Abstract
JOURNAL OF GEOPHYSICAL RESEARCH,
VOL. 114,
D00F15,
21 PP., 2009
doi:10.1029/2008JD011699
Cloud condensation nuclei activity, closure, and droplet growth kinetics of Houston aerosol during the Gulf of Mexico Atmospheric Composition and Climate Study (GoMACCS)
School of Earth and Atmospheric Sciences and School of Chemical and Biomolecular Engineering, Georgia Institute of Technology, Atlanta, Georgia, USA
Chemical Sciences Division, National Oceanic and Atmospheric Administration, Boulder, Colorado, USA
School of Earth and Atmospheric Sciences and School of Chemical and Biomolecular Engineering, Georgia Institute of Technology, Atlanta, Georgia, USA
Department of Physics, Michigan Technological University, Houghton, Michigan, USA
Climate Observations, Los Alamos National Laboratory, Los Alamos, New Mexico, USA
Department of Chemical Engineering, California Institute of Technology, Pasadena, California, USA
Department of Chemical Engineering, California Institute of Technology, Pasadena, California, USA
Department of Chemical Engineering, California Institute of Technology, Pasadena, California, USA
Department of Chemical Engineering, California Institute of Technology, Pasadena, California, USA
Department of Chemical Engineering, California Institute of Technology, Pasadena, California, USA
Department of Chemical Engineering, California Institute of Technology, Pasadena, California, USA
Department of Chemical Engineering, California Institute of Technology, Pasadena, California, USA
Chemical Sciences Division, National Oceanic and Atmospheric Administration, Boulder, Colorado, USA
Center for Inter-Disciplinary Remotely Piloted Aircraft Studies, Naval Postgraduate School, Marina, California, USA
In situ cloud condensation nuclei (CCN) measurements were obtained in the boundary layer over Houston, Texas, during the 2006 Gulf of Mexico Atmospheric Composition and Climate Study (GoMACCS) campaign onboard the CIRPAS Twin Otter. Polluted air masses in and out of cloudy regions were sampled for a total of 22 flights, with CCN measurements obtained for 17 of these flights. In this paper, we focus on CCN closure during two flights, within and downwind of the Houston regional plume and over the Houston Ship Channel. During both flights, air was sampled with particle concentrations exceeding 25,000 cm−3 and CCN concentrations exceeding 10,000 cm−3. CCN closure is evaluated by comparing measured concentrations with those predicted on the basis of measured aerosol size distributions and aerosol mass spectrometer particle composition. Different assumptions concerning the internally mixed chemical composition result in average CCN overprediction ranging from 3% to 36% (based on a linear fit). It is hypothesized that the externally mixed fraction of the aerosol contributes much of the CCN closure scatter, while the internally mixed fraction largely controls the overprediction bias. On the basis of the droplet sizes of activated CCN, organics do not seem to impact, on average, the CCN activation kinetics.
Received 31 December 2008; accepted 13 May 2009; published 30 July 2009.
Citation: (2009), Cloud condensation nuclei activity, closure, and droplet growth kinetics of Houston aerosol during the Gulf of Mexico Atmospheric Composition and Climate Study (GoMACCS), J. Geophys. Res., 114, D00F15, doi:10.1029/2008JD011699, [printed 115(D7), 2010].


All lines holding the word "Qwilr" are to be copied from the records beneath.

**Supplied records**
=====
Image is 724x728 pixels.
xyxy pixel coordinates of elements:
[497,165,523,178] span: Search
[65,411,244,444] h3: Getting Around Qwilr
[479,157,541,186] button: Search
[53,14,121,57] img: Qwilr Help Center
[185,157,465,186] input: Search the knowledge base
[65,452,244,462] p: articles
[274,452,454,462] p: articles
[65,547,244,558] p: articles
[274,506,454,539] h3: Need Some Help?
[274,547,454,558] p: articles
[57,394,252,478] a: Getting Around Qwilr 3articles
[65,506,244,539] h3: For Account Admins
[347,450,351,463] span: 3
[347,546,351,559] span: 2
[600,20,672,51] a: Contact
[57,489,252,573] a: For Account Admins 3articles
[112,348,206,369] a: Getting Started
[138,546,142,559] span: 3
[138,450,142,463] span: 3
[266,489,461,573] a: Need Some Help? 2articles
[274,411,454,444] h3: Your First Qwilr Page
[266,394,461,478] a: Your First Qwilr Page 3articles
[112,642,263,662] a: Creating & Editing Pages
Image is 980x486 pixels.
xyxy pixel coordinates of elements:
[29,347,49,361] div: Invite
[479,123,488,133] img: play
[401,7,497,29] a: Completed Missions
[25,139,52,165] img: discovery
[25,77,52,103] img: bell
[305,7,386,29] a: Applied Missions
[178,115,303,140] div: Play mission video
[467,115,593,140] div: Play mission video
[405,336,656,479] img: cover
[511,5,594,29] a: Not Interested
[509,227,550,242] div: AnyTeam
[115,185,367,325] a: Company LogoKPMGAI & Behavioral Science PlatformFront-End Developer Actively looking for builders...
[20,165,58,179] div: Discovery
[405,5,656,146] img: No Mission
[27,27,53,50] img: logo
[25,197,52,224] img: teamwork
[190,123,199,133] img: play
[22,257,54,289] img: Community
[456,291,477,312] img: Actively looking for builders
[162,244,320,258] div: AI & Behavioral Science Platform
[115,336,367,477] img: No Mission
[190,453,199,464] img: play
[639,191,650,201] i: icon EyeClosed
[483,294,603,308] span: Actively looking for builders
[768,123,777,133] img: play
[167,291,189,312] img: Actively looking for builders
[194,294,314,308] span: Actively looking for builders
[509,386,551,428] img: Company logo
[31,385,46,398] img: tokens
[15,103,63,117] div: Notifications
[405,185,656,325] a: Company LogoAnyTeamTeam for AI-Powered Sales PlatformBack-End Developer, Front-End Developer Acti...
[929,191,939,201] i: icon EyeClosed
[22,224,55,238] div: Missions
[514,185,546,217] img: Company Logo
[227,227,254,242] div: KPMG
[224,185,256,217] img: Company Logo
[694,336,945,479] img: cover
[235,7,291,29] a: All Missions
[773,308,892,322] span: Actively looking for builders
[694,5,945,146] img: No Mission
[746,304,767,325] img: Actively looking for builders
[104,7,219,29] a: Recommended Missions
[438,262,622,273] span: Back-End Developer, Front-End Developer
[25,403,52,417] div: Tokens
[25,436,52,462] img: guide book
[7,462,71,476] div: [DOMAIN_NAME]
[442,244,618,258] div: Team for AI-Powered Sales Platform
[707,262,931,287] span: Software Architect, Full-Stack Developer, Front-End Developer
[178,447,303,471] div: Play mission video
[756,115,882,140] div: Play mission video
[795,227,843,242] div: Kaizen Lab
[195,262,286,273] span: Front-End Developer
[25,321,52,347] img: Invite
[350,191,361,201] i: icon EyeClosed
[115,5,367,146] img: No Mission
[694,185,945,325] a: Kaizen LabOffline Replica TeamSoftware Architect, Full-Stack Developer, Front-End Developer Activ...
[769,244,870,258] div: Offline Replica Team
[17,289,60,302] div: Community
=====
**Output of the exercise**
[65,411,244,444] h3: Getting Around Qwilr
[53,14,121,57] img: Qwilr Help Center
[57,394,252,478] a: Getting Around Qwilr 3articles
[274,411,454,444] h3: Your First Qwilr Page
[266,394,461,478] a: Your First Qwilr Page 3articles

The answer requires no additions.